I lunged, but was held in check by the harness—that and Bogsy’s restraining hand. Nothing snapped, nothing gave.
“Good to go!” he said.
Those were the tests he ran. That was how he satisfied himself that the wings were ready.
When I got home it was dark and Timmy had lit our pumpkin and gone. He’d left the contents of the dressing-up box all over the kitchen floor. He’d gone with his trick-or-treat friends—and Dad. Dad’s job would be to hover, so people knew someone responsible was in charge. That’s what dads did. That way, no one got scared (neither the people who opened their doors, nor the trick-or-treaters themselves). I could hardly remember a time in my life when Halloween had been scary.
So when someone rang our bell, it wasn’t exciting, just the first in what I guessed would be a long series of tedious interruptions.
“Get that, will you?” called Mum. She was trying to tidy up the kitchen. “Don’t let them go before I get there!”
I opened the door, resolving to be unavailable next time she asked.
“Trick or treat!” chorused two small ghosts, a witch, and a little tiny zombie.
Mum bustled up. She loved this kind of thing.
“Ooh, how frightening!” she said. She hugged herself and shivered.
In the background, I saw Mr. Tanner from over the road.
“Don’t worry, it’s only me, Mrs. Meadows!” came little John Tanner’s voice then, and up went the zombie mask and there he was.
“Well, thank goodness for that!” beamed Mum and handed round spiders.
The next time the bell went, I was watching TV and said, “Sorry, I can’t, I’m busy!” when she asked me to get it. By the third time, she didn’t even ask, but hurried straight into the hall to get it herself.
She was having a ball. At each visit, she gasped in fear, then amazement and, ultimately, relief. I only hoped she’d bought enough chocolate to last the night.
Because callers kept on coming. Here was another ring on the bell. I started unwrapping a spider I’d found dropped down the side of the sofa. It was only the foil that made it a spider; inside it was just a smooth chocolate ball that could have been anything. At Christmas they probably wrapped them in red, to look like Rudolph’s nose. Typical, I thought, and popped the chocolate into my mouth.
And that’s when Mum screamed. It wasn’t a long or a loud scream, but I could tell it wasn’t put on. It was real.
“Alex, come here a sec, would you,” she called, trying to sound as if it was nothing, but not succeeding.
There was only one caller, not a group.

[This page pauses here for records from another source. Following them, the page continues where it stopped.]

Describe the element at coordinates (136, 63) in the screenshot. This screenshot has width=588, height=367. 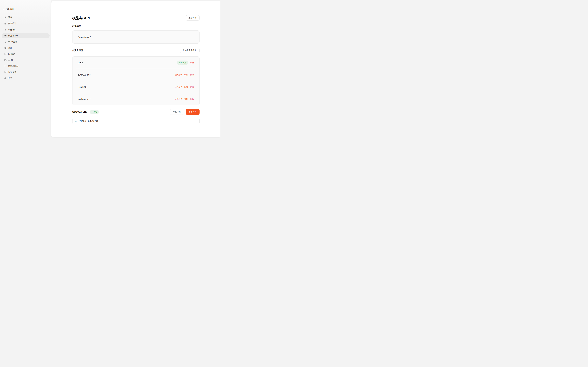
I see `model-row: glm-5 当前选择 编辑` at that location.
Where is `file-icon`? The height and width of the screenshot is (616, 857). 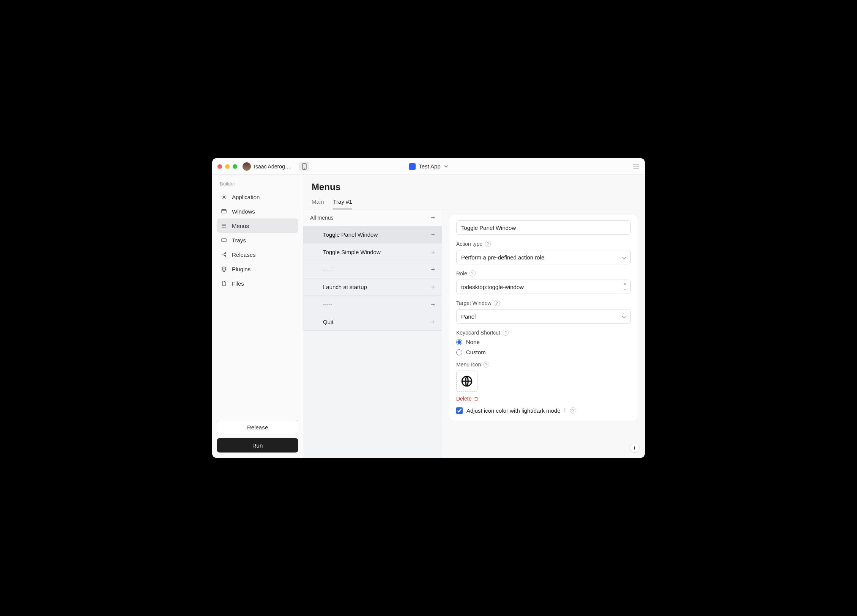 file-icon is located at coordinates (224, 283).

And no r
eassuring dad in the background. It wasn’t a little kid, either: The figure at the door was as tall as me.
I knew who it was straightaway. He was wearing the wings.
But the wings hung down at his sides and weren’t what you noticed.
It was the mask.
No wonder Mum was frightened.
The head of a bird, with a huge, hooked beak and bulging, vengeful eyes. In secret, he’d made something monstrous. A bunch of green feathers stuck up from the top.

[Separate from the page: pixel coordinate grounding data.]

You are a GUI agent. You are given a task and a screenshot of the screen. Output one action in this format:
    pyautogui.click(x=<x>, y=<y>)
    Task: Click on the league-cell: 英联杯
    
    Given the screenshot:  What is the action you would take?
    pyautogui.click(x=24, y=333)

“Who is it?” said Mum, though whether to him or to me wasn’t clear.
“It’s all right,” I said. “I know who it is.”
And the bird said, “You coming?” His voice was muffled but echoey, too.
“I don’t think Alex … ” Mum said weakly. “Here, let me give you a chocolate spider.”

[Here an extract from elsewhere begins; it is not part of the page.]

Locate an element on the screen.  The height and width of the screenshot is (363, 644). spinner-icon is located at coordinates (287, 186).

While she was fiddling with the bag, I nipped back down the hall to the kitchen. She hadn’t gotten far with the tidying job. I grabbed up a Frankenstein mask from the floor, then nipped back. “I’ll be fine!” I said, slipping past her to join the figure on the step.
Poor Mum—she’d had such a good evening, till now. “Don’t be long!” she told me, but she must have known I’d be just as long as I liked.
“Don’t worry!” I said.
As we went down the path, “Get your bike!” said Bogsy in his new bird voice.
“We don’t need bikes.”
“We might,” he said, and I saw he’d gotten his, propped up by the gate.
So I went round the side of the house to fetch mine and, when I came back, he was already ringing the bell at the Tanners’ front door. It was too late for me to go with him.
I saw the door open; I heard Mrs. Tanner scream, just like Mum. Then I heard the door slam.
He came back and got his bike. “She shut the door.”
“Of course she did!” I said. “She was frightened. You should have waited for me!”
We wheeled our bikes up the road till we came to the next lit jack-o’-lantern. Old Mrs. Chittenden’s house. She’d had her grandchildren for half-term.